Selventa Changes Name from Genstruct, Reveals New Efforts to Help Pharma Match Patients with Right Drugs

this information. With these models of disease, the company helps drug developers to decide on the best potential treatments for specific populations of patients.

A key benefit that Selventa’s models provide is the ability to predict potential drug interactions at an earlier stage than others can, says de Graaf, who joined the company earlier this year after a series of posts at major drug makers such as Boehringer-Ingelheim, Pfizer, and AstraZeneca.

While Selventa’s technology has unique features, there are a number of analytics firms, contract research organizations, and drug developers that are applying computational methods to streamline drug development. Locally, Cambridge-based GNS Healthcare (formerly Gene Network Sciences) has used its computational system to help drug developers such as Weston, MA-based Biogen Idec (NASDAQ:[[ticker:BIIB]]) to identify biomarkers for patients with certain diseases. Also, Cambridge-based Merrimack Pharmaceuticals says it uses its own biochemical models to help develop treatments for autoimmune diseases and cancer.

Now Selventa is also enabling its drug-company customers to use its software code under licensing deals to build their own patient data-driven models of diseases. This clearly shows that the firm has enough confidence in its technology to make it open for customers to use and customize for themselves. Meantime, this licensing model gives the firm an additional source of revenue to expand its business.

Apparently, the firm had been criticized for not providing the level of transparency about its technology as it now does. “The knock on us was that we weren’t transparent,” said Louis Latino, the company’s executive vice president of sales and marketing. “We didn’t publish hardly at all in academia. Our methodology was closed; we didn’t share any [information about] how we got to an answer.”

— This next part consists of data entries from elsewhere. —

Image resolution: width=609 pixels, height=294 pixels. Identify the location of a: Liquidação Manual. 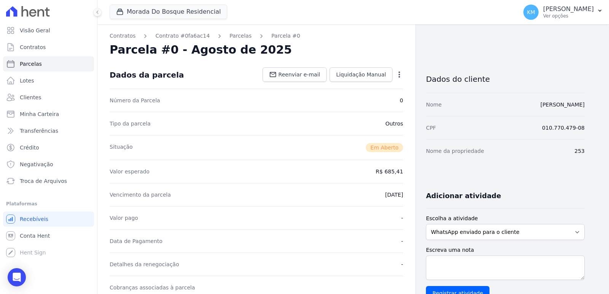
(361, 75).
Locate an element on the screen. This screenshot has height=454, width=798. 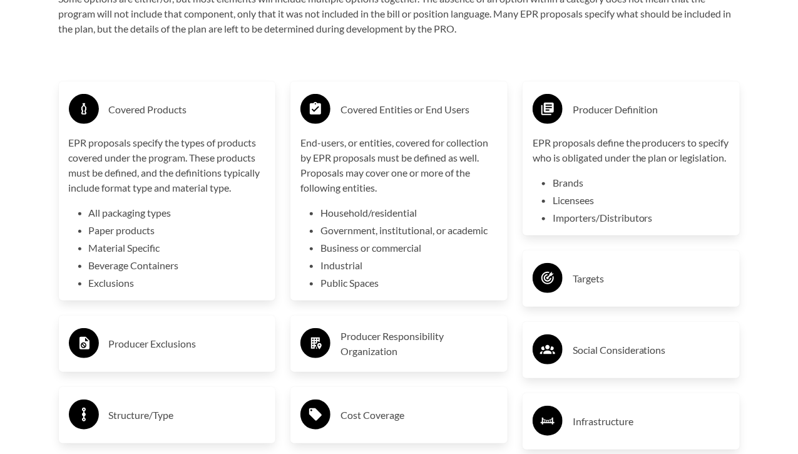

Latino, who joined the company in 2008, says that he has been looking for ways to scale up the business since he arrived. The firm is going to focus now on gaining more business from pharmaceutical companies, which are already its primary customers. However, he also said that the firm is open to doing business with mid-sized and small biotech firms, and it already has an existing customer focused on consumer products.

Even though Selventa has been in business for eight years and is already profitable, it’s difficult for the company to point to existing customer success stories because its current contracts don’t allow it to name names of its partners to the press. Indeed, the company plans to gain such authorization to talk about its customers by name in the future.

That would help the company provide further transparency into its business and—as its new name would promote—to clarify for the business community how its technology aids in the development of new treatments.

Author: Ryan McBride

Ryan is an award-winning business journalist who contributes to our life sciences and technology coverage. He was previously a staff writer for Mass High Tech, a Boston business and technology newspaper, where he and his colleagues won a national business journalism award from the Society of American Business Editors and Writers in 2008. In recent years, he has made regular TV appearances on New England Cable News. Prior to MHT, Ryan covered the life sciences, technology, and energy sectors for Providence Business News. He graduated with honors from the University of Rhode Island in 2001 with a bachelor’s degree in communications. When he’s not chasing down news, Ryan enjoys mountain biking and skiing in his home state of Vermont.